Gorbachev Gets to Yes
WHITE House concerns about inviting Mikhail Gorbachev to the July 15 Group of Seven (G-7) economic summit in London have been overtaken by the desires of the French, Italian, and German heads of state to include Mr. Gorbachev. President Bush may privately grumble about Gorbachev inviting himself to the G-7 party. But he can't block the Soviet leader without looking like a spoiler. Regardless, the White House has been asking the right questions about Gorbachev and his latest economic reform plan. By most counts, this is the fifth major economic restructuring plan submitted by Gorbachev since 1989. Have any worked so far? Or rather, have any even been attempted? Not discernibly.
What Gorbachev and his advisers have accomplished to date is a de-structuring, not a restructuring, of the old Soviet central-command system. That system is now in chaos. Word has it that next winter the real food shortages will hit Russia. This past year the Soviets butchered most of their reserve livestock.

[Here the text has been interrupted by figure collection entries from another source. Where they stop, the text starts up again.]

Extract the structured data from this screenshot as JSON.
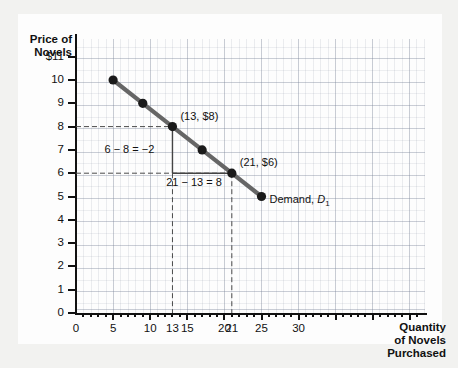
{
  "chart_data": {
    "type": "line",
    "title": "",
    "subtitle": "",
    "xlabel": "Quantity of Novels Purchased",
    "ylabel": "Price of Novels",
    "xlim": [
      0,
      47
    ],
    "ylim": [
      0,
      11.8
    ],
    "grid": true,
    "legend_position": "inline-right",
    "series": [
      {
        "name": "Demand, D1",
        "color": "#666666",
        "marker_color": "#1a1a1a",
        "x": [
          5,
          9,
          13,
          17,
          21,
          25
        ],
        "y": [
          10,
          9,
          8,
          7,
          6,
          5
        ]
      }
    ],
    "x_ticks": [
      0,
      5,
      10,
      13,
      15,
      20,
      21,
      25,
      30
    ],
    "y_ticks": [
      0,
      1,
      2,
      3,
      4,
      5,
      6,
      7,
      8,
      9,
      10,
      11
    ],
    "annotations": [
      {
        "text": "(13, $8)",
        "x": 13,
        "y": 8
      },
      {
        "text": "(21, $6)",
        "x": 21,
        "y": 6
      },
      {
        "text": "6 − 8 = −2",
        "x": 9.2,
        "y": 7
      },
      {
        "text": "21 − 13 = 8",
        "x": 17,
        "y": 5.72
      },
      {
        "text": "Demand, D1",
        "x": 25,
        "y": 5
      }
    ]
  },
  "axes": {
    "y_title_line1": "Price of",
    "y_title_line2": "Novels",
    "x_title_line1": "Quantity",
    "x_title_line2": "of Novels",
    "x_title_line3": "Purchased",
    "y_tick_labels": [
      "$11",
      "10",
      "9",
      "8",
      "7",
      "6",
      "5",
      "4",
      "3",
      "2",
      "1",
      "0"
    ],
    "x_tick_labels": [
      "0",
      "5",
      "10",
      "13",
      "15",
      "20",
      "21",
      "25",
      "30"
    ]
  },
  "labels": {
    "point_13_8": "(13, $8)",
    "point_21_6": "(21, $6)",
    "rise": "6 − 8 = −2",
    "run": "21 − 13 = 8",
    "demand_text": "Demand,",
    "demand_symbol": "D",
    "demand_subscript": "1"
  },
  "colors": {
    "curve": "#6b6b6b",
    "marker": "#161616",
    "axis": "#111111",
    "grid": "#8390a4",
    "dashed": "#4a4a4a",
    "background": "#f2f2f0",
    "plate": "#fdfdfd"
  }
}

The colossal economic and political mess in the Soviet Union is a significant reason for the rise of republics like Russia and Georgia. Hard-liners in the Kremlin have failed to come up with any economic plan of their own, a failure that has given Gorbachev the wiggle room to fly his old liberal economic advisers off to places like Harvard, where they recently cribbed long enough to create a reform plan that promises enough to get a G-7 invitation.

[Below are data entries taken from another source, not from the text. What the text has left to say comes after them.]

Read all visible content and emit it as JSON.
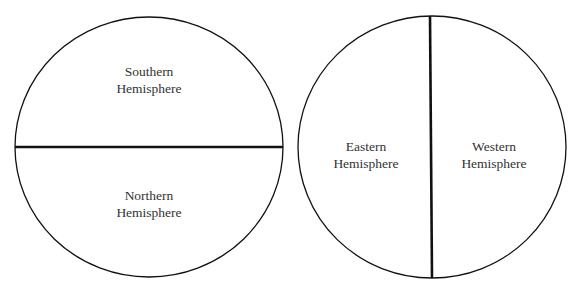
{
  "diagram": {
    "left_globe": {
      "top_label": [
        "Southern",
        "Hemisphere"
      ],
      "bottom_label": [
        "Northern",
        "Hemisphere"
      ],
      "divider": "horizontal"
    },
    "right_globe": {
      "left_label": [
        "Eastern",
        "Hemisphere"
      ],
      "right_label": [
        "Western",
        "Hemisphere"
      ],
      "divider": "vertical"
    },
    "colors": {
      "stroke": "#111111",
      "text": "#333333",
      "background": "#ffffff"
    }
  }
}
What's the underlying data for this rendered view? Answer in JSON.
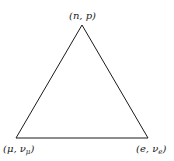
{
  "diagram": {
    "type": "triangle",
    "vertices": [
      {
        "id": "top",
        "label_open": "(",
        "label_main": "n, p",
        "label_sub": "",
        "label_close": ")"
      },
      {
        "id": "bottom-left",
        "label_open": "(",
        "label_main": "μ, ν",
        "label_sub": "μ",
        "label_close": ")"
      },
      {
        "id": "bottom-right",
        "label_open": "(",
        "label_main": "e, ν",
        "label_sub": "e",
        "label_close": ")"
      }
    ],
    "edges": [
      {
        "from": "top",
        "to": "bottom-left"
      },
      {
        "from": "top",
        "to": "bottom-right"
      },
      {
        "from": "bottom-left",
        "to": "bottom-right"
      }
    ],
    "line_color": "#1a1a1a"
  }
}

Of course it is important to aid the Soviets, for both strategic and humane reasons. But White House reservations aren't trivial: Do Gorbachev and his advisers realize how grave their situation is - how radical needed reforms will have to be? Will the Soviet system and people change? Who administers such changes at a time of decreased central Kremlin authority? Recent White House offers tying aid to Soviet market reforms and an easing-up in the Baltics are the bare beginnings of cooperation.

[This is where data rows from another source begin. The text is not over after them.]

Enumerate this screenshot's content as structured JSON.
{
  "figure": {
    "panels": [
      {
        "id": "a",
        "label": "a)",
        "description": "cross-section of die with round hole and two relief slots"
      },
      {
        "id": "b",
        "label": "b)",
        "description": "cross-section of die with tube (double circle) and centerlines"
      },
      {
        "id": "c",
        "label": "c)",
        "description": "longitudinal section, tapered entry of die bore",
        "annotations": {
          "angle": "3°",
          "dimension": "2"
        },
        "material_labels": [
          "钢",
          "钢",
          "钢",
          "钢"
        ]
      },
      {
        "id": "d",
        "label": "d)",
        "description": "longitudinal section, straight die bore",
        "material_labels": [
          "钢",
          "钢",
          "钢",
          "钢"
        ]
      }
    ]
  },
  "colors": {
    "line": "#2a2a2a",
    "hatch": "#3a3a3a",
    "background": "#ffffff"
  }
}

Then there's money. Given the current chaos, how much Western cash ought to be sprinkled into the Soviet caldron? Gorbachev says he wants $250 billion from the West over five years. But he'll be fortunate to get $3 billion from the G-7. Where's this money supposed to come from? Not Germany in the midst of reunification. Not the US.
The White House should propose a special meeting inside the G-7. Relief aid for the Soviets in coming months should be discussed, along with a proposal to start a low-cost Marshall Plan of technical assistance to identify and address Soviet structural problems.